Install HTTPSpec for your platform and add it to your PATH

Quick Start

Create and run your first HTTPSpec test in minutes

File Format

Learn the HTTPSpec assertion syntax and file structure

Examples

Real-world examples and common testing patterns

Key Features

Sequential Request Execution

HTTPSpec executes requests in the order they appear in your file. This allows you to model complex scenarios where later requests depend on earlier ones (e.g., create a user, then create an order for that user).

Powerful Assertions

Validate every aspect of HTTP responses:
  • Status codes: status == 200, status != 404
  • Headers: header["content-type"] == "application/json"
  • Body content: body contains "expected", body == "exact match"
  • Regex matching: body matches_regex "^success.*"

Parallel Test Execution

Run multiple test files in parallel using thread pools.
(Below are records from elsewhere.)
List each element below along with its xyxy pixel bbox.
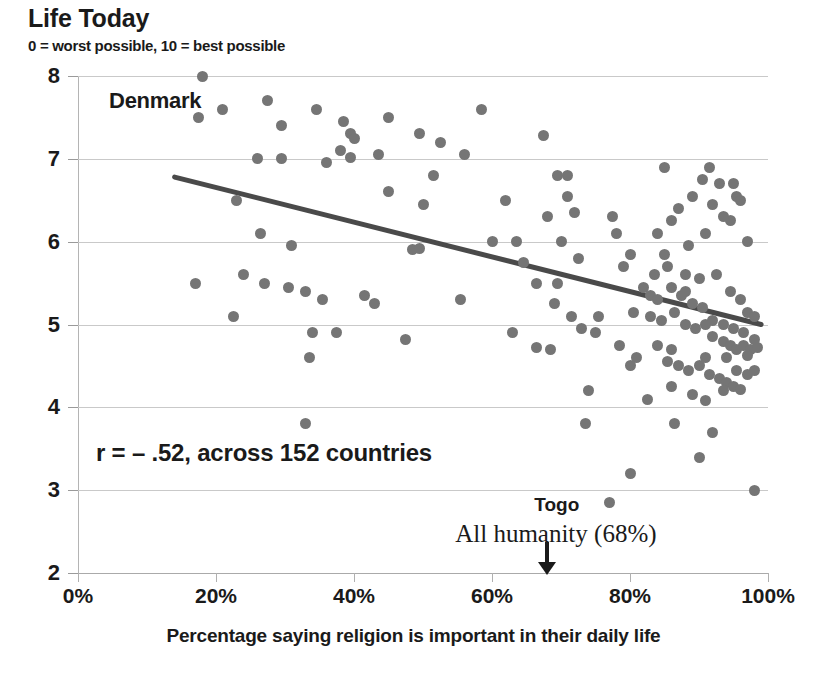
scatter-point bbox=[604, 497, 615, 508]
scatter-point bbox=[531, 278, 542, 289]
scatter-point bbox=[359, 290, 370, 301]
scatter-point bbox=[749, 365, 760, 376]
scatter-point bbox=[625, 249, 636, 260]
scatter-point bbox=[659, 162, 670, 173]
scatter-point bbox=[680, 269, 691, 280]
scatter-point bbox=[687, 191, 698, 202]
scatter-point bbox=[283, 282, 294, 293]
annotation-correlation: r = – .52, across 152 countries bbox=[96, 441, 432, 465]
scatter-point bbox=[687, 298, 698, 309]
scatter-point bbox=[304, 352, 315, 363]
scatter-point bbox=[656, 315, 667, 326]
scatter-point bbox=[549, 298, 560, 309]
scatter-point bbox=[680, 319, 691, 330]
scatter-point bbox=[659, 249, 670, 260]
scatter-point bbox=[552, 170, 563, 181]
scatter-point bbox=[545, 344, 556, 355]
scatter-point bbox=[383, 112, 394, 123]
scatter-point bbox=[666, 282, 677, 293]
scatter-point bbox=[711, 269, 722, 280]
scatter-point bbox=[542, 211, 553, 222]
scatter-point bbox=[628, 307, 639, 318]
annotation-togo: Togo bbox=[534, 495, 579, 514]
scatter-point bbox=[566, 311, 577, 322]
scatter-point bbox=[217, 104, 228, 115]
scatter-point bbox=[731, 365, 742, 376]
scatter-point bbox=[476, 104, 487, 115]
scatter-point bbox=[666, 381, 677, 392]
scatter-point bbox=[349, 133, 360, 144]
scatter-point bbox=[573, 253, 584, 264]
scatter-point bbox=[718, 319, 729, 330]
scatter-point bbox=[718, 211, 729, 222]
scatter-point bbox=[645, 311, 656, 322]
scatter-point bbox=[625, 360, 636, 371]
chart-canvas: Life Today 0 = worst possible, 10 = best… bbox=[0, 0, 827, 683]
scatter-point bbox=[749, 311, 760, 322]
scatter-point bbox=[197, 71, 208, 82]
scatter-point bbox=[562, 191, 573, 202]
scatter-point bbox=[190, 278, 201, 289]
scatter-point bbox=[618, 261, 629, 272]
scatter-point bbox=[680, 286, 691, 297]
scatter-point bbox=[556, 236, 567, 247]
scatter-point bbox=[418, 199, 429, 210]
scatter-point bbox=[704, 369, 715, 380]
scatter-point bbox=[487, 236, 498, 247]
scatter-point bbox=[669, 307, 680, 318]
scatter-point bbox=[614, 340, 625, 351]
scatter-point bbox=[311, 104, 322, 115]
scatter-point bbox=[694, 452, 705, 463]
scatter-point bbox=[611, 228, 622, 239]
scatter-point bbox=[345, 152, 356, 163]
scatter-point bbox=[459, 149, 470, 160]
scatter-point bbox=[718, 385, 729, 396]
x-axis-title: Percentage saying religion is important … bbox=[0, 625, 827, 647]
scatter-point bbox=[666, 344, 677, 355]
scatter-point bbox=[735, 294, 746, 305]
scatter-point bbox=[300, 286, 311, 297]
scatter-point bbox=[580, 418, 591, 429]
scatter-point bbox=[500, 195, 511, 206]
scatter-point bbox=[373, 149, 384, 160]
scatter-point bbox=[735, 195, 746, 206]
scatter-point bbox=[518, 257, 529, 268]
scatter-point bbox=[687, 389, 698, 400]
scatter-point bbox=[673, 203, 684, 214]
scatter-point bbox=[725, 286, 736, 297]
down-arrow-icon bbox=[534, 542, 558, 576]
scatter-point bbox=[683, 365, 694, 376]
annotation-denmark: Denmark bbox=[109, 90, 201, 112]
scatter-point bbox=[428, 170, 439, 181]
scatter-point bbox=[259, 278, 270, 289]
scatter-point bbox=[435, 137, 446, 148]
scatter-point bbox=[649, 269, 660, 280]
scatter-point bbox=[735, 384, 746, 395]
scatter-point bbox=[749, 485, 760, 496]
scatter-point bbox=[552, 278, 563, 289]
scatter-point bbox=[642, 394, 653, 405]
scatter-point bbox=[707, 427, 718, 438]
scatter-point bbox=[625, 468, 636, 479]
scatter-point bbox=[749, 334, 760, 345]
scatter-point bbox=[228, 311, 239, 322]
scatter-point bbox=[652, 340, 663, 351]
scatter-point bbox=[652, 228, 663, 239]
scatter-point bbox=[694, 273, 705, 284]
scatter-point bbox=[335, 145, 346, 156]
scatter-point bbox=[231, 195, 242, 206]
scatter-point bbox=[697, 174, 708, 185]
scatter-point bbox=[414, 243, 425, 254]
scatter-point bbox=[704, 162, 715, 173]
scatter-point bbox=[511, 236, 522, 247]
scatter-point bbox=[742, 236, 753, 247]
Configure the number of concurrent jobs with the HTTP_THREAD_COUNT environment variable:
HTTP_THREAD_COUNT=4 httpspec ./tests/

Simple File Format

HTTPSpec uses the standard .http file format with minimal syntax additions:
### Get user by ID
GET https://api.example.com/users/123
Authorization: Bearer {{token}}
Accept: application/json

//# status == 200
//# header["content-type"] == "application/json"
//# body contains "expected-user-name"

Why HTTPSpec?

HTTPSpec is designed for integration testing - validating that your HTTP APIs work correctly in real-world scenarios.
Compared to other testing tools:
FeatureHTTPSpecPostmancurl + bashREST Client
File-based tests
Version control friendly⚠️ (JSON)
Built-in assertions
Sequential execution⚠️ (manual)
Parallel test runner
CLI-first
No dependencies⚠️ (jq)

Use Cases

  • API integration testing in CI/CD pipelines
  • Smoke tests for deployed services
  • Regression testing for API contracts
  • Local development validation
  • Documentation with executable examples

How It Works

HTTPSpec processes your test files in three steps:
  1. Parse: Reads .http or .httpspec files and extracts requests with assertions
  2. Execute: Makes HTTP requests in sequence within each file
  3. Validate: Checks responses against assertions and reports failures
When an assertion fails, HTTPSpec stops executing further requests in that file and reports the failure. This fail-fast behavior ensures you catch issues early in request sequences.

Getting Started

Ready to start testing? Head to the Installation guide to set up HTTPSpec, or jump straight to the Quick Start to create your first test.